We, in return, support a different methodological approach: the concept of the “third way” should be considered as a modified and adapted to modern challenges version of liberal socialism. New Labour's Ideology: A Reply to Michael Freeden. Dolowitz, the concept of the “third way” is not an eclectic combination of the ideas of other ideological traditions (social democracy and neoliberalism) it is based on the principles of social liberalism Buckler, S., Dolowitz, D.
Thus, according to the approach of British researchers S. However, today there is no unanimity among scholars about the ideological origins of the concept of the “third way”. ) project of the ideological renovation of European social democratic parties (and, as a consequence, the formation of a “new social democracy”) was seen in the model of the “third way”, based on the maximum convergence of ideological positions of socialism and liberalism. The Third Way: The Renewal of Social Democracy.

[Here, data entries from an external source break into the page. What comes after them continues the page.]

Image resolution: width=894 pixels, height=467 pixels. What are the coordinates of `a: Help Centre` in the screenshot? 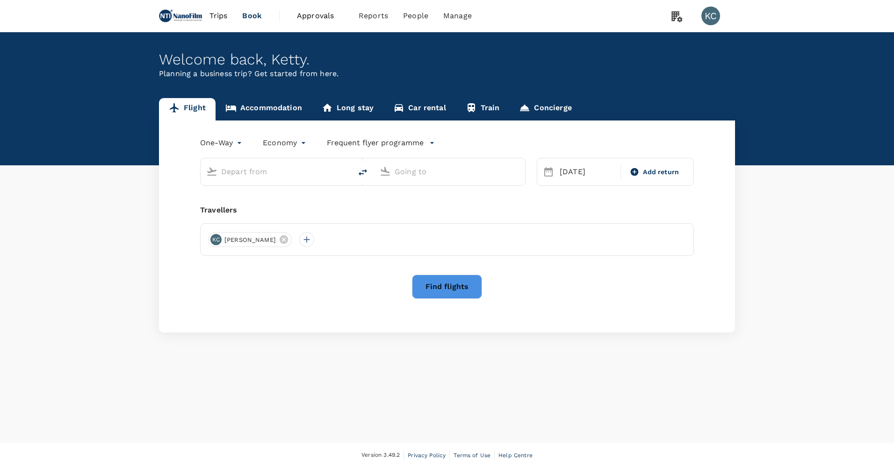 It's located at (515, 456).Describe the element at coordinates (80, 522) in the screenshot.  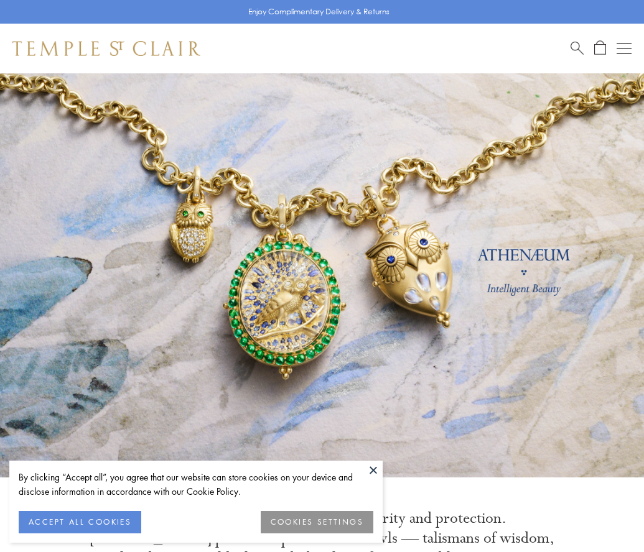
I see `button: ACCEPT ALL COOKIES` at that location.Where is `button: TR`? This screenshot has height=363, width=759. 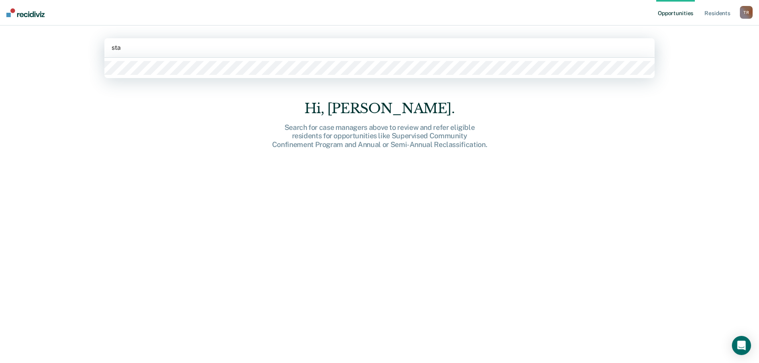
button: TR is located at coordinates (746, 12).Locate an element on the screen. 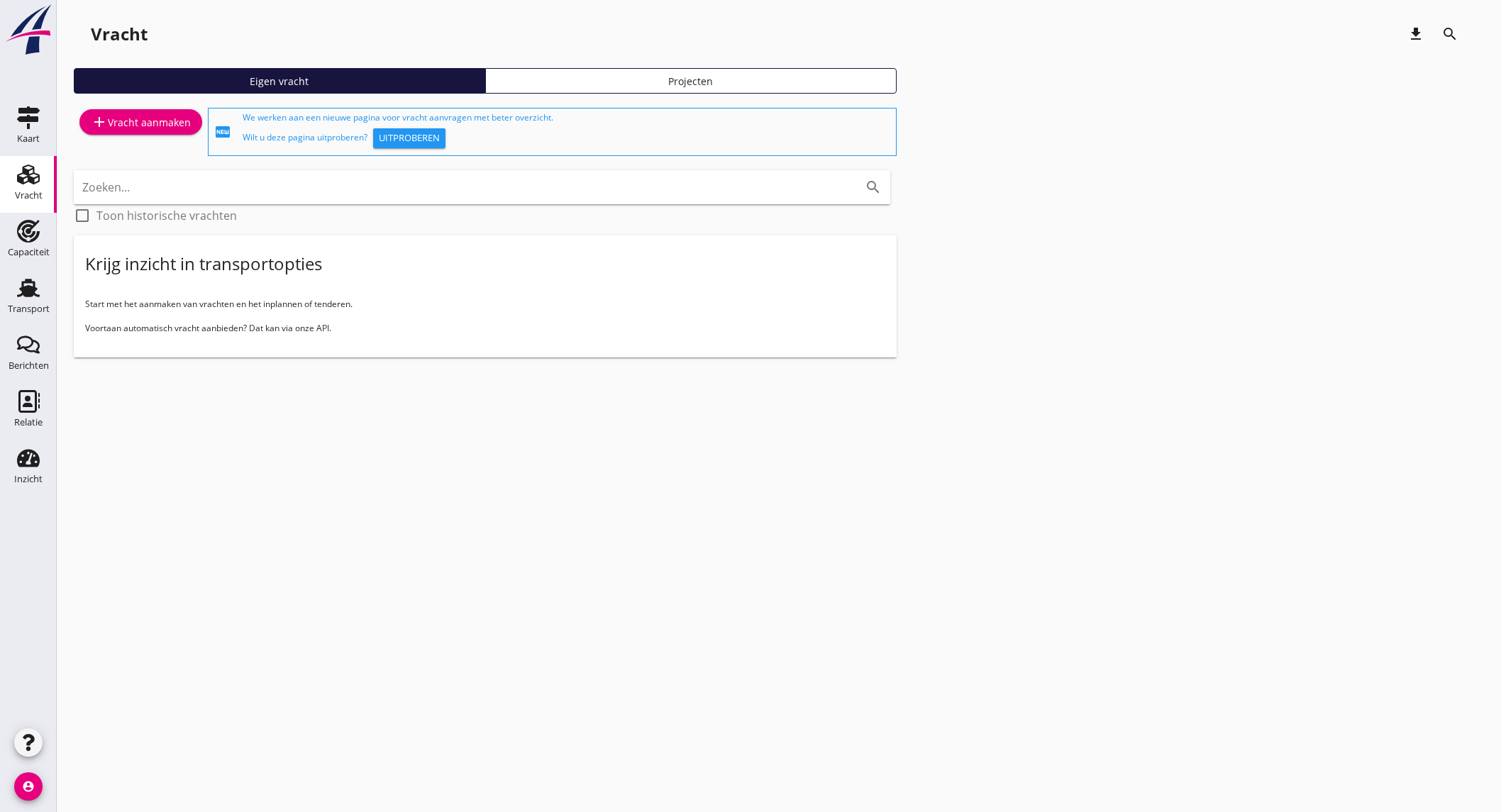 The image size is (1501, 812). div: Berichten is located at coordinates (28, 366).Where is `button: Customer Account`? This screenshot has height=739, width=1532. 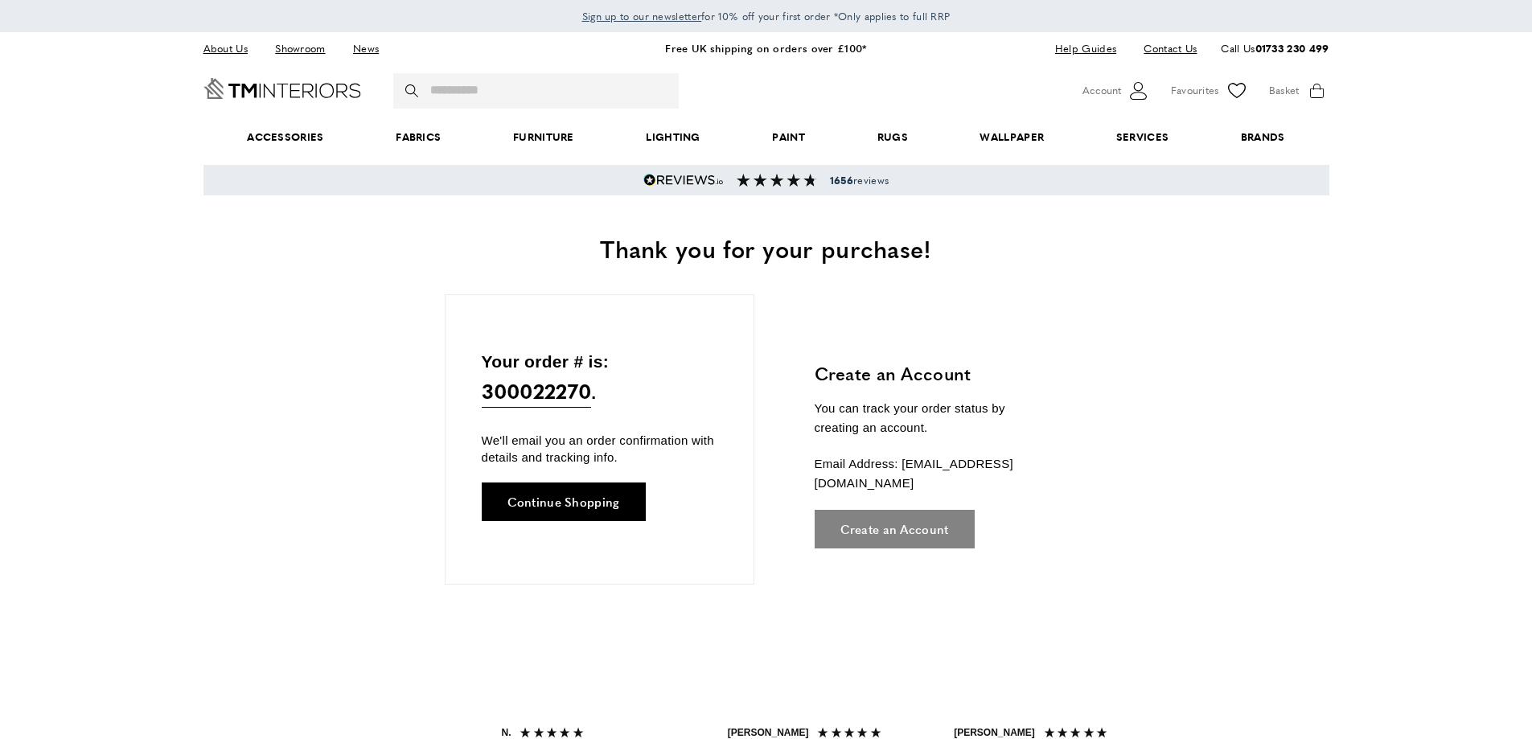 button: Customer Account is located at coordinates (1116, 91). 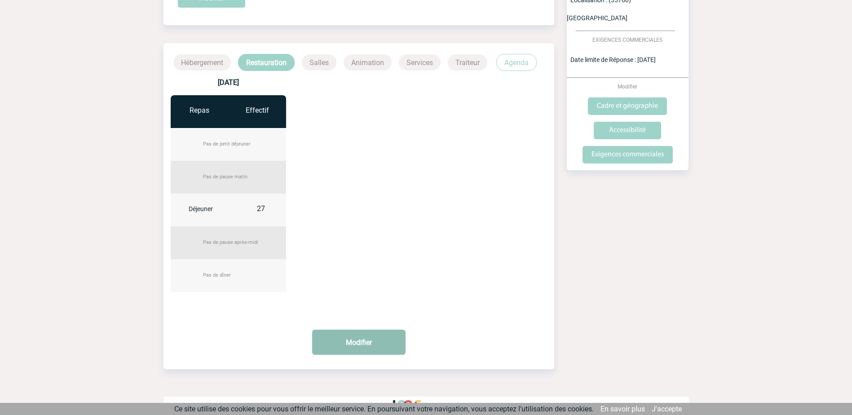 I want to click on span: Pas de petit déjeuner, so click(x=227, y=144). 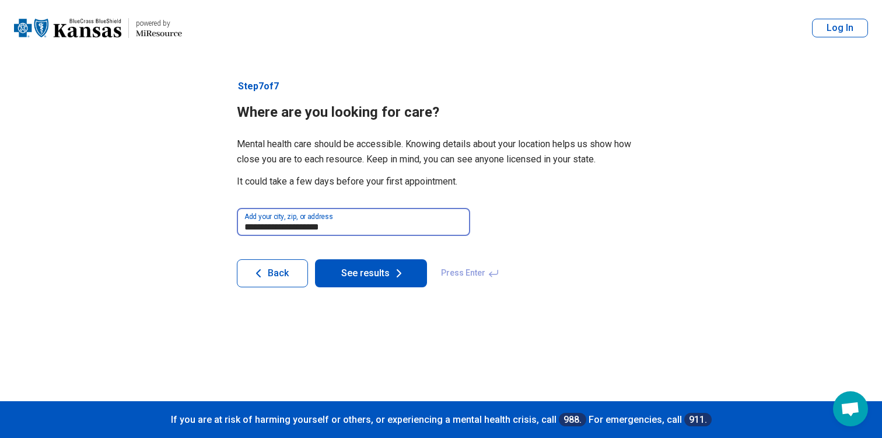 What do you see at coordinates (441, 182) in the screenshot?
I see `p: It could take a few days before your first appointment.` at bounding box center [441, 182].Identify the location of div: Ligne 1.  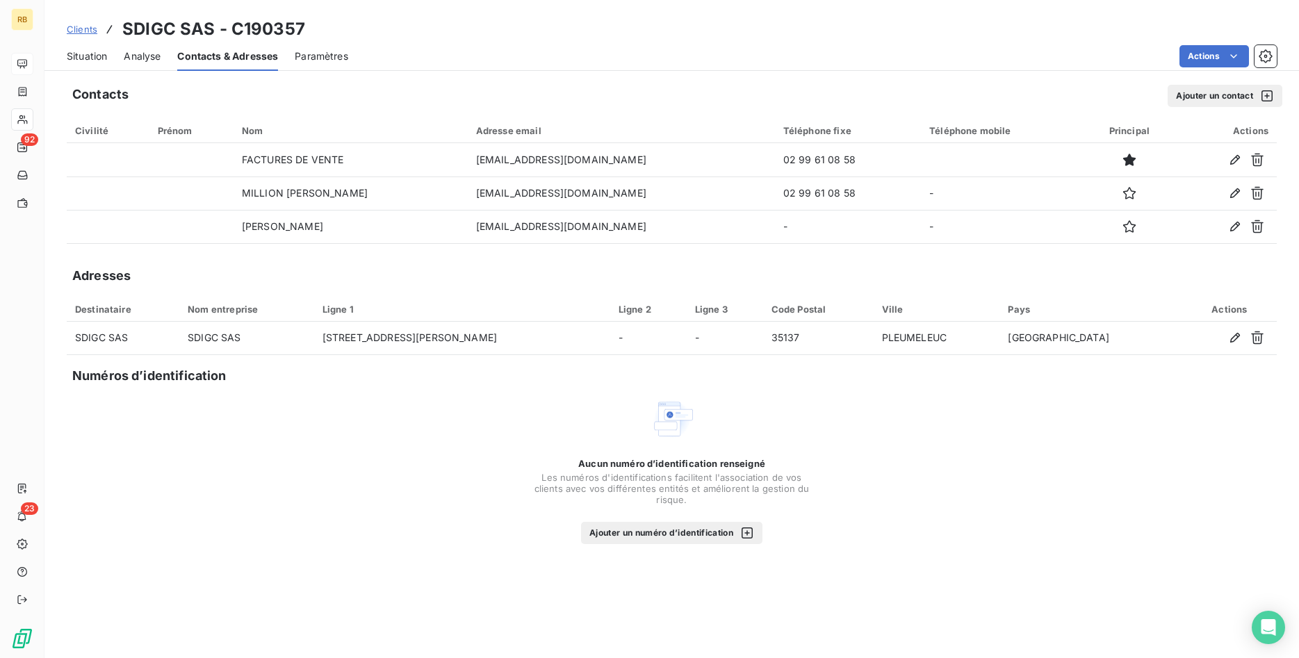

In the late 20th - early 21st century this new, the most theoretically developed (based on the concept of British scientist A. Meyer rightly emphasized, all social democratic parties faced the need to develop political projects that would correspond to the new social situation and become “an actualization of a historical impulse of social democracy, and an opening of a realistic perspective for conquering the majority in their countries.” Майер, T. Therefore, on this background, socialist and social democratic parties in Western Europe (even though the overwhelming majority of them criticized the project and disassociated from it) faced another serious challenge in the search for a new ideological identity and effective electoral strategies. In our opinion, those failures were mainly stipulated by the collapse of the Soviet ideological project, which (the collapse) led to a significant discredit of socialist ideas and the global crisis of the entire leftist movement. In particular, SDPG lost elections in 1987, 1990, 1994, and BLP - in 19. However, an ideological renovation did not lead to the desired result - social democracy was still in crisis. Thus, in an effort to face those challenges social democratic parties looked for a new ideological identity and models of organizational reforming: by using the strategy of a “catch-all party”, those political forces rejected traditional leftist ideological positions, recognized the benefits of a market economy and supplemented their programs with ideological theses of post-material essence, striving, thus, to completely leave behind the losing electoral image of class parties and establish themselves as parties of “all people”.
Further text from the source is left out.